Exploring the role of deep trade agreements, which go beyond tariff reduction to cover policy areas such as investment, competition policy, and intellectual property rights protection, Alen Mulabdic from the World Bank uses a new dataset on the depth and content of the agreements to show that deep trade agreements lead to more trade creation and less trade diversion than shallow trade agreements.
 
Below is a brief flavor of other interesting papers also presented at the workshop:

  • Revisiting the trade and growth debate focusing on China as a source of supply and demand shocks, Jaebin Ahn from the IMF finds a positive impact of Chinese import penetration and export market access on sectoral total factor productivity growth in advanced economies. The recent trade slowdown could thus weigh significantly on the already weak productivity growth in advanced economies.
  • Using a new methodology to estimate bilateral ad valorem equivalent (AVE) of non-tariff measures (NTMs), Hiau Looi Kee from the World Bank shows that products with higher AVEs exhibit larger discrepancies across reported import and export statistics for a given bilateral flow.  The evidence is consistent with the hypothesis that firms misdeclare product codes or country of origin to circumvent cumbersome and opaque NTMs.

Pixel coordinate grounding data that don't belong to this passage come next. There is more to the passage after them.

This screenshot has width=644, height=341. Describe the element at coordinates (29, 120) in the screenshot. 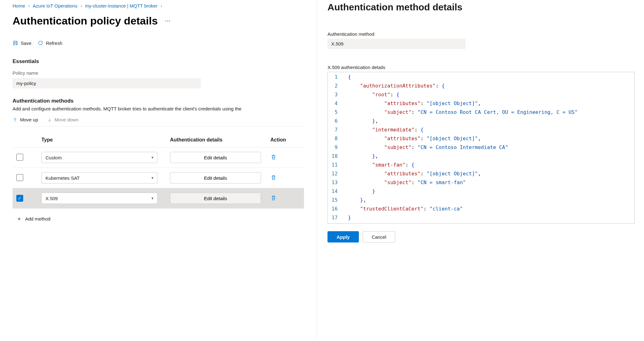

I see `move-up-label: Move up` at that location.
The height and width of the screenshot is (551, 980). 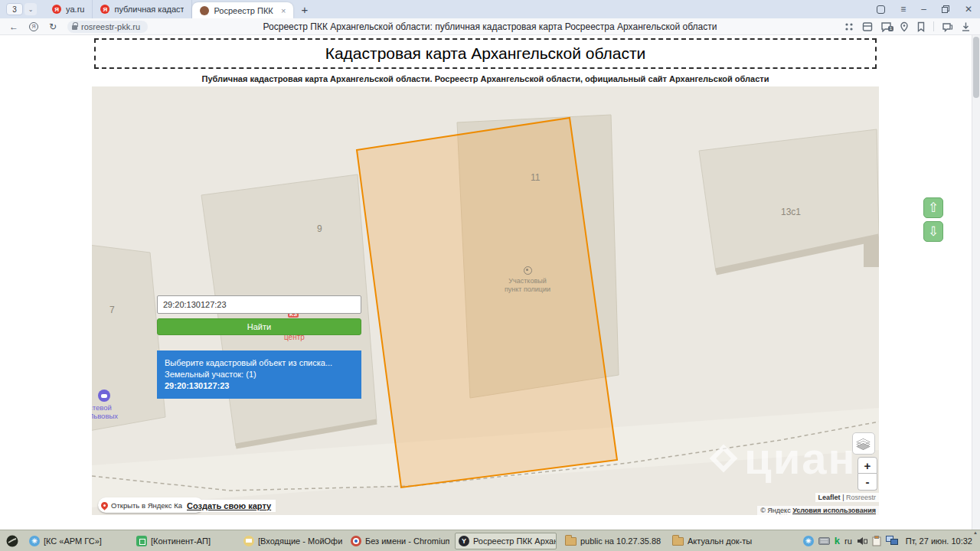 I want to click on taskbar-item-kontinent-ap: [Континент-АП], so click(x=184, y=541).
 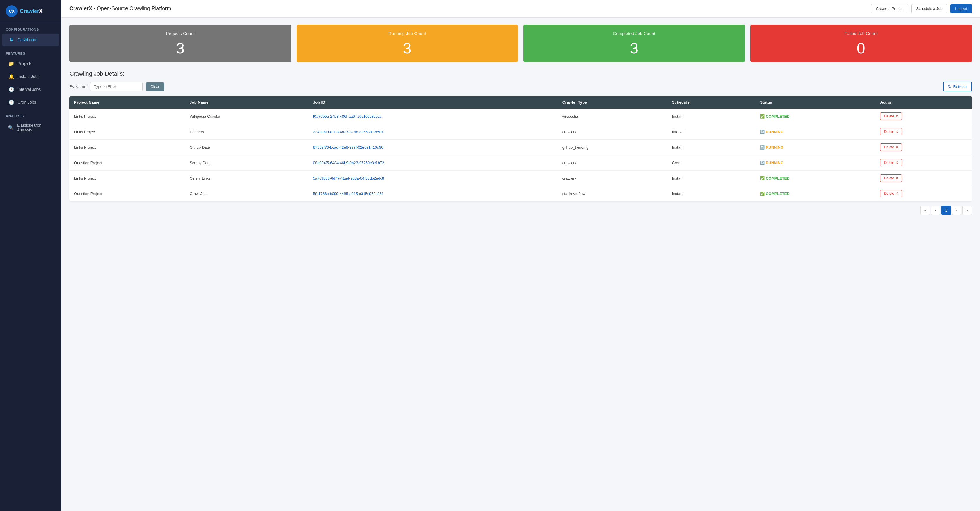 What do you see at coordinates (25, 64) in the screenshot?
I see `sidebar-item-label: Projects` at bounding box center [25, 64].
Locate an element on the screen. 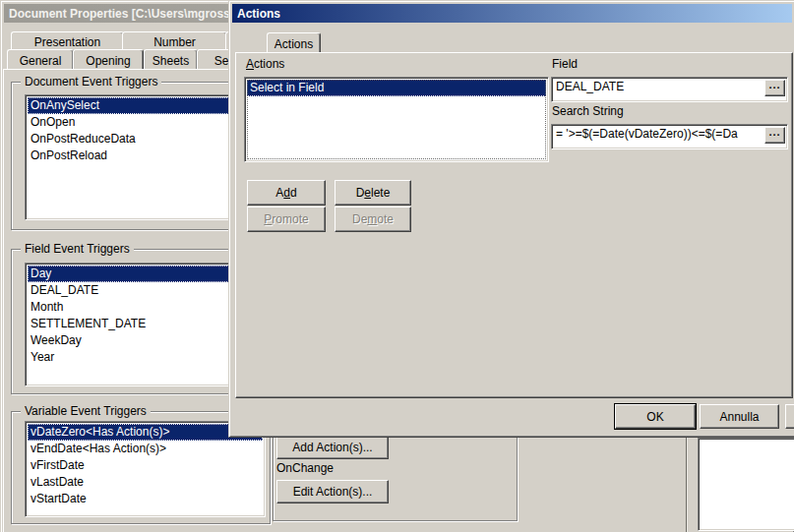  field-label: Field is located at coordinates (565, 64).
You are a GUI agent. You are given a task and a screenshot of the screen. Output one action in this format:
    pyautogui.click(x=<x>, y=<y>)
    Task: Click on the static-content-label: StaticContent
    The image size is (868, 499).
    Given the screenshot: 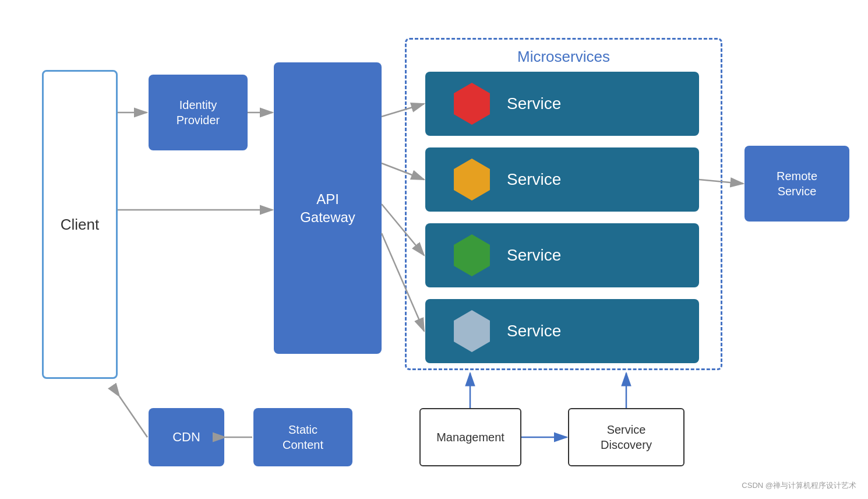 What is the action you would take?
    pyautogui.click(x=303, y=437)
    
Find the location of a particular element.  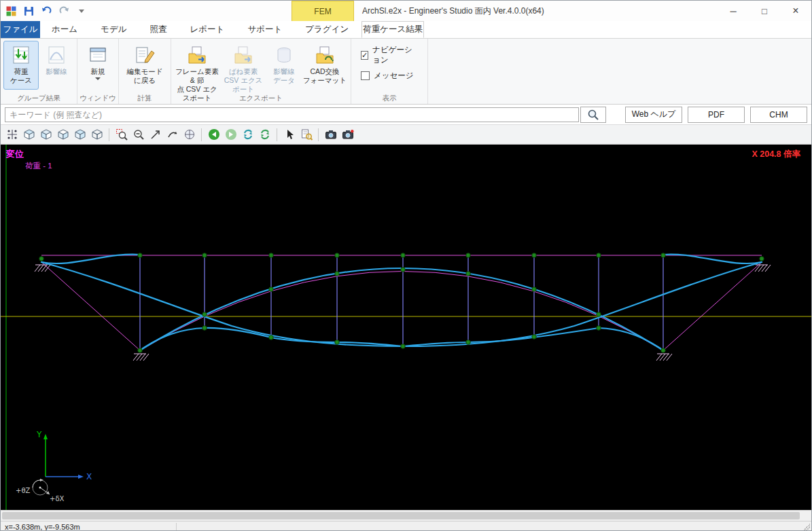

message-checkbox is located at coordinates (366, 76).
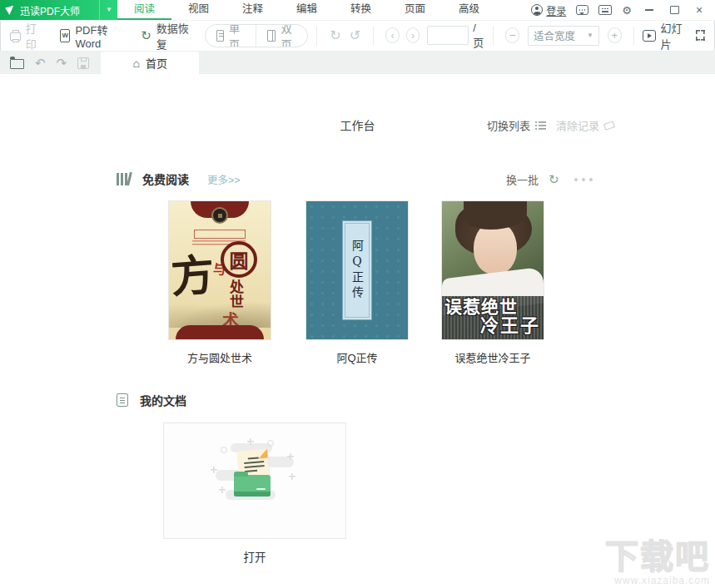 Image resolution: width=715 pixels, height=588 pixels. Describe the element at coordinates (50, 10) in the screenshot. I see `app-title: 迅读PDF大师` at that location.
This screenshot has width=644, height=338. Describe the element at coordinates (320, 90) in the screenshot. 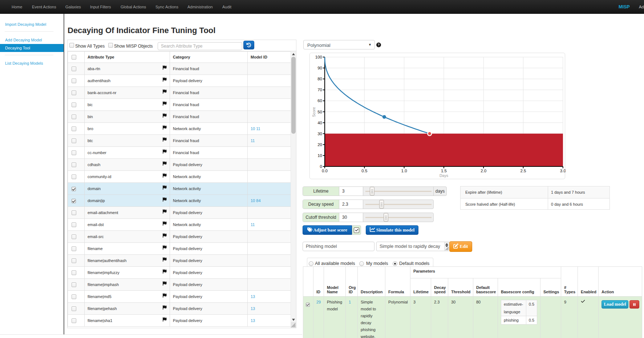

I see `svg-text: 70` at that location.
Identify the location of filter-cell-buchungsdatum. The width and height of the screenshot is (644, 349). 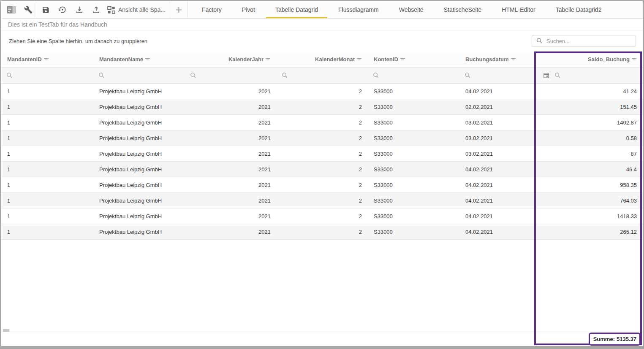
(497, 75).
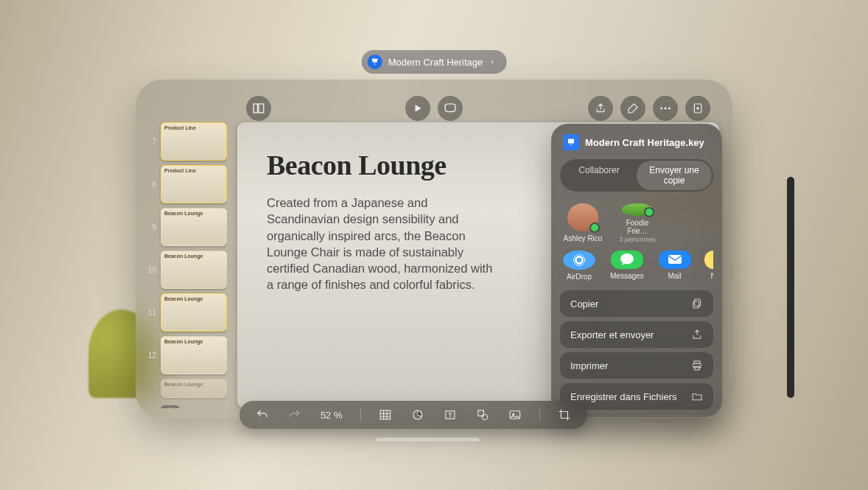 This screenshot has height=490, width=868. What do you see at coordinates (186, 184) in the screenshot?
I see `slide-thumbnail: 8 Product Line` at bounding box center [186, 184].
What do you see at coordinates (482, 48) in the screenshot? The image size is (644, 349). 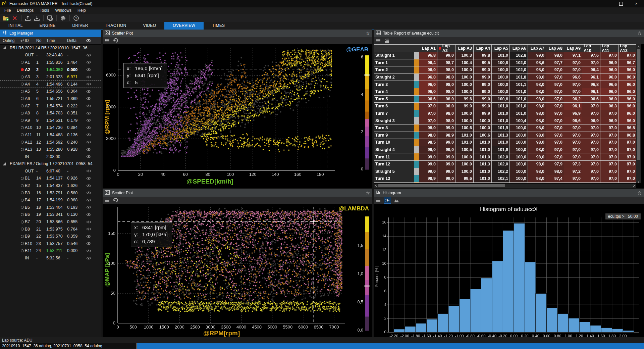 I see `table-column-header: Lap A4` at bounding box center [482, 48].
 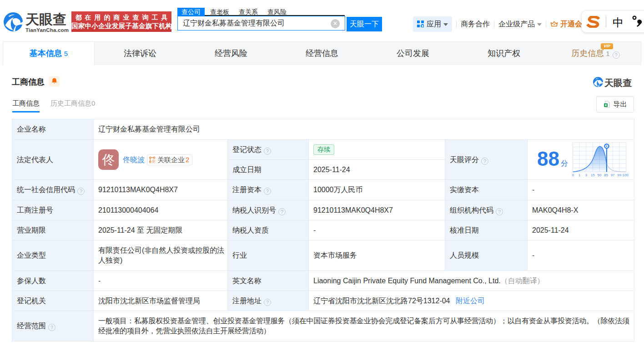 What do you see at coordinates (599, 175) in the screenshot?
I see `svg-text: 50` at bounding box center [599, 175].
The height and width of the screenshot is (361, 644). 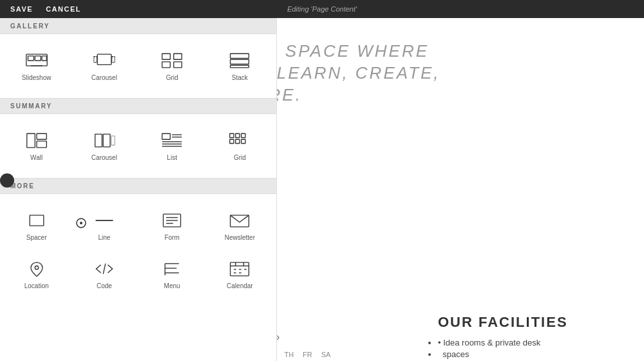 What do you see at coordinates (138, 186) in the screenshot?
I see `more-section-header: MORE` at bounding box center [138, 186].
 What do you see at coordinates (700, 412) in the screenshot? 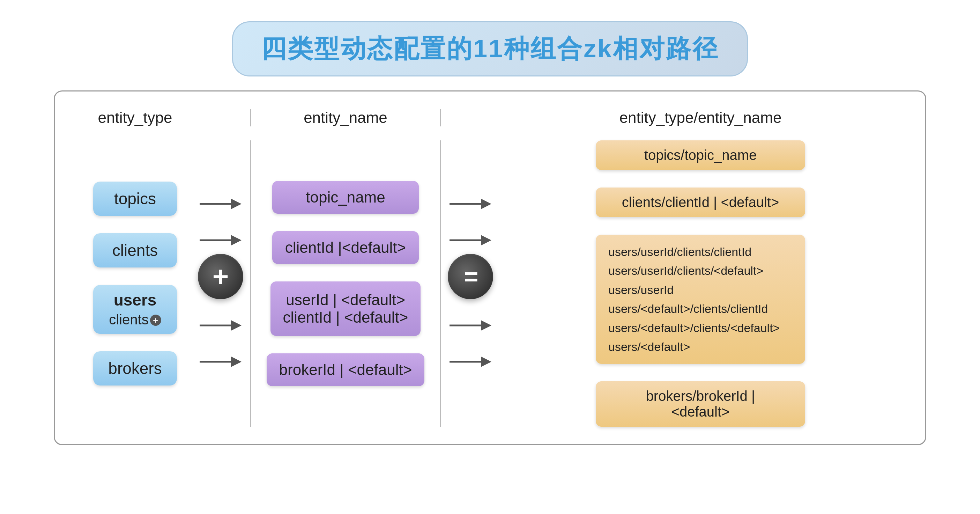
I see `result-broker-line-2: <default>` at bounding box center [700, 412].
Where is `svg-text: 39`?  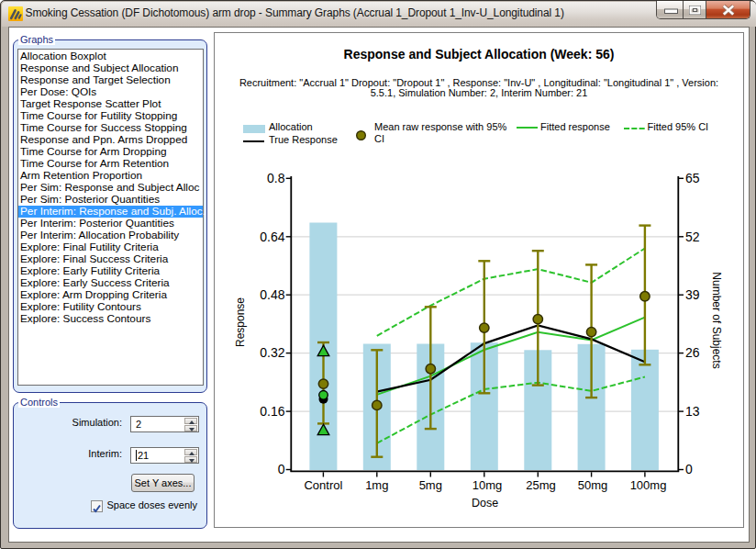
svg-text: 39 is located at coordinates (693, 295).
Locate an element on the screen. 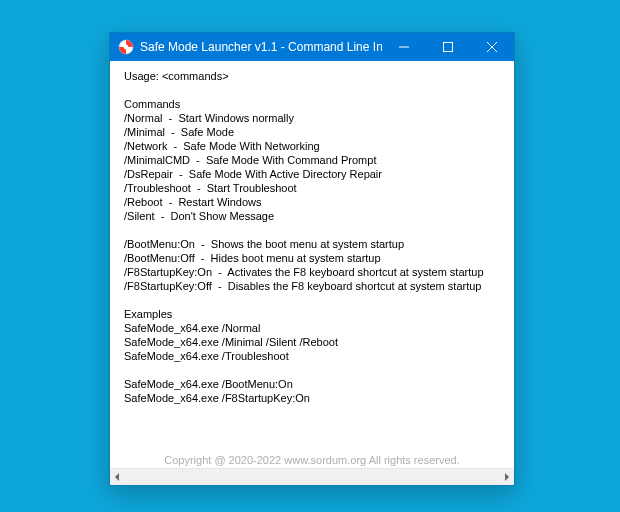 This screenshot has width=620, height=512. horizontal-scrollbar is located at coordinates (312, 476).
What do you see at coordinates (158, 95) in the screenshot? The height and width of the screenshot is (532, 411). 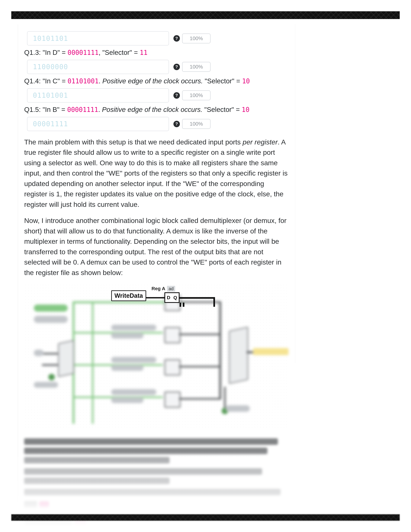 I see `answer-row: 01101001 ? 100%` at bounding box center [158, 95].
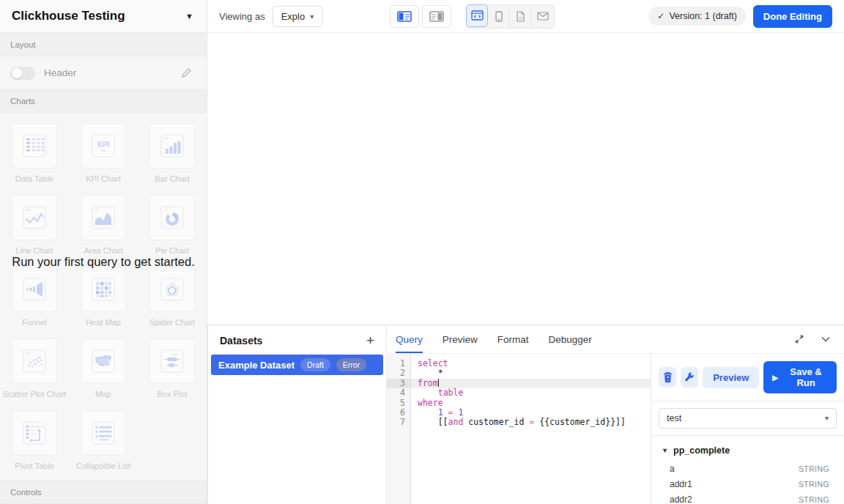  Describe the element at coordinates (103, 299) in the screenshot. I see `chart-card-heat-map: Heat Map` at that location.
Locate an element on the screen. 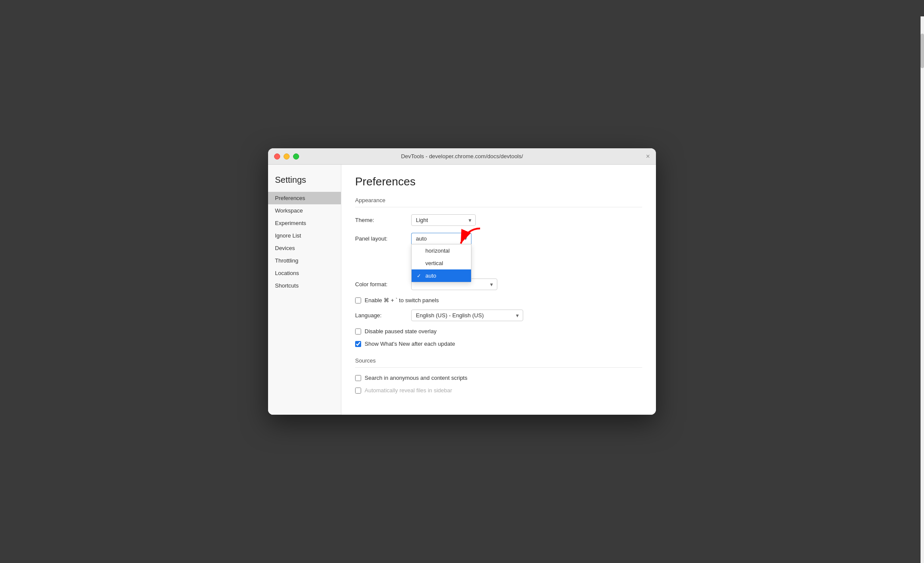  minimize-button is located at coordinates (287, 156).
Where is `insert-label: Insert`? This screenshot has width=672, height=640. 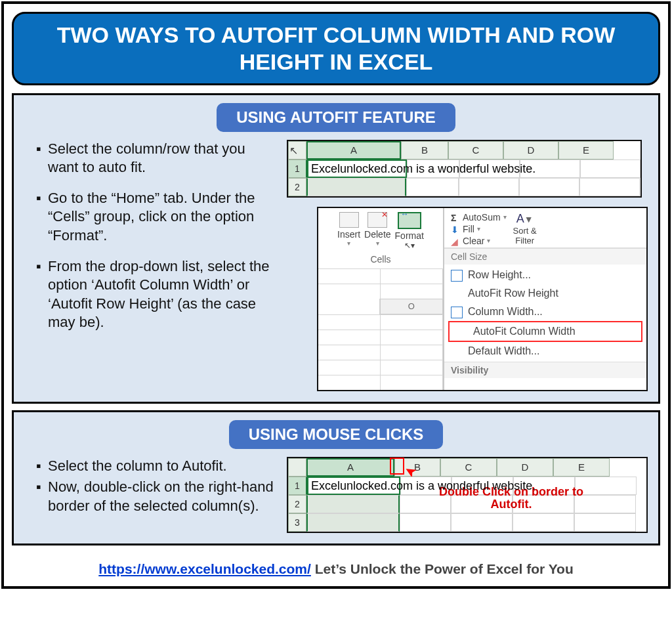 insert-label: Insert is located at coordinates (349, 234).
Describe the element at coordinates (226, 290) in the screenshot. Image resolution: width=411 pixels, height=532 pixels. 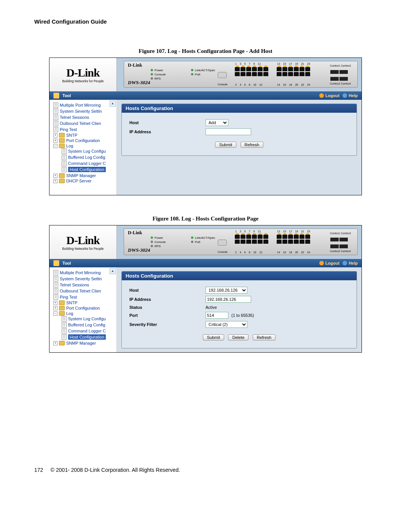
I see `host-select: 192.168.26.126` at that location.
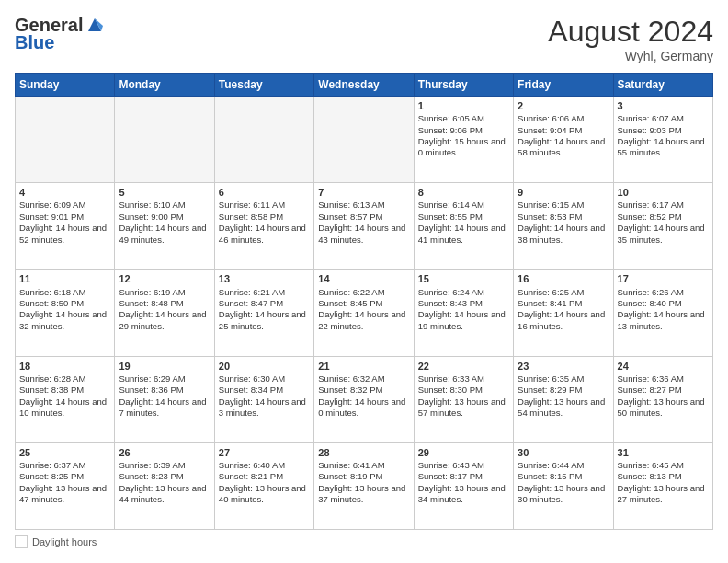 This screenshot has height=563, width=728. I want to click on day-number: 21, so click(364, 366).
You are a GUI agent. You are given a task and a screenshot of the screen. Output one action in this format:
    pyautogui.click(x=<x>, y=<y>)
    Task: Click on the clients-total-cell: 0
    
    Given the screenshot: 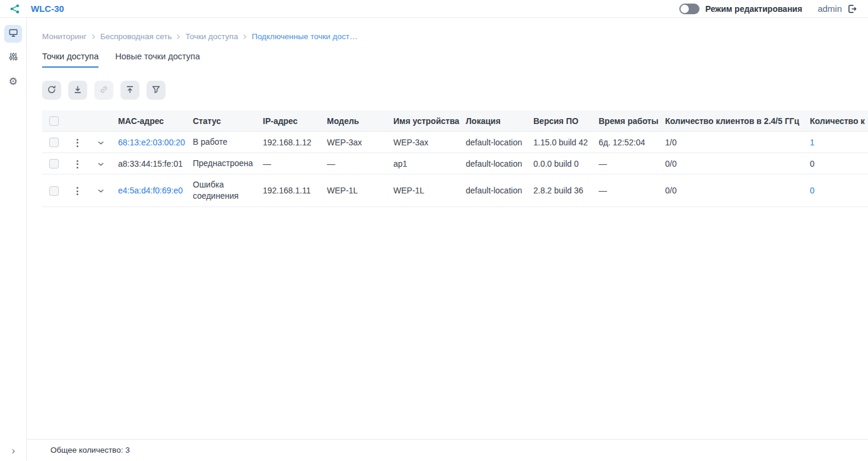 What is the action you would take?
    pyautogui.click(x=837, y=164)
    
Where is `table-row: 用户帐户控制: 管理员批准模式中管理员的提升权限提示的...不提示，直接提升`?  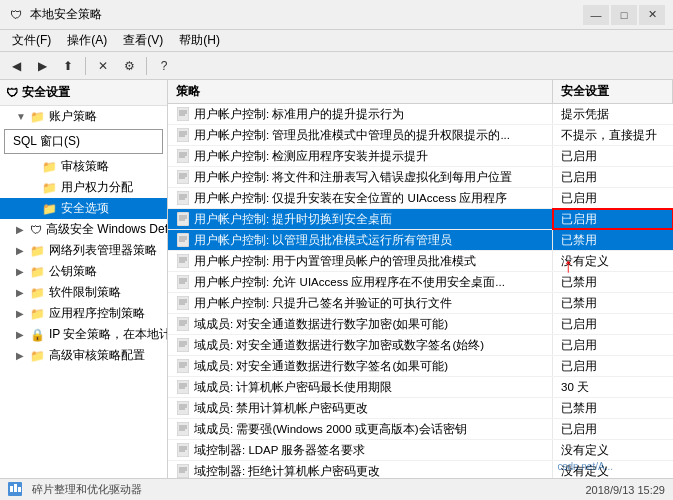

  • According to a unique disaggregated IMF dataset on global trade in services, presented by Saurabh Mishra from the IMF, service exports from developing countries have grown tenfold since 1990 - twice as fast as those from advanced economies.  Transport and travel have lost share in world services exports to intellectual property and financial services.
  • The availability of factoring - an alternative finance instrument - is shown by Marc Auboin from the WTO to allow small firms in emerging economies to access international markets, in particular by being involved in global supply chains.
  • Foreign acquisitions improve management practices – e.g., through an increase in the number of hierarchical layers and increased span of control among top managers. One reasons could be acquisition-induced reductions in communication costs within acquired firms in Portugal, according to the study by Paulo Bastos from the World Bank.
  • Bilateral investment agreements can lower FDI restrictions but in practice several countries have lowered their FDI restrictions without such agreements while others retain high FDI restrictions with no interest in such agreements. The research by Mathilde Lebrand from the World Bank emphasizes the role of tax havens to which the profits of multinationals can be shifted as an important determinant of FDI restrictions.
  • Aggregate trade responds sharply to spatial frictions, falling rapidly over short distances as distance to the destination increases, even within the European Single Market. The study by Shawn Tan from the World Bank shows that such sharp trade responses are explained by trade in intermediate inputs, as there is spatial clustering of firms connected by input-output linkages, who choose to co-locate to avoid trade costs.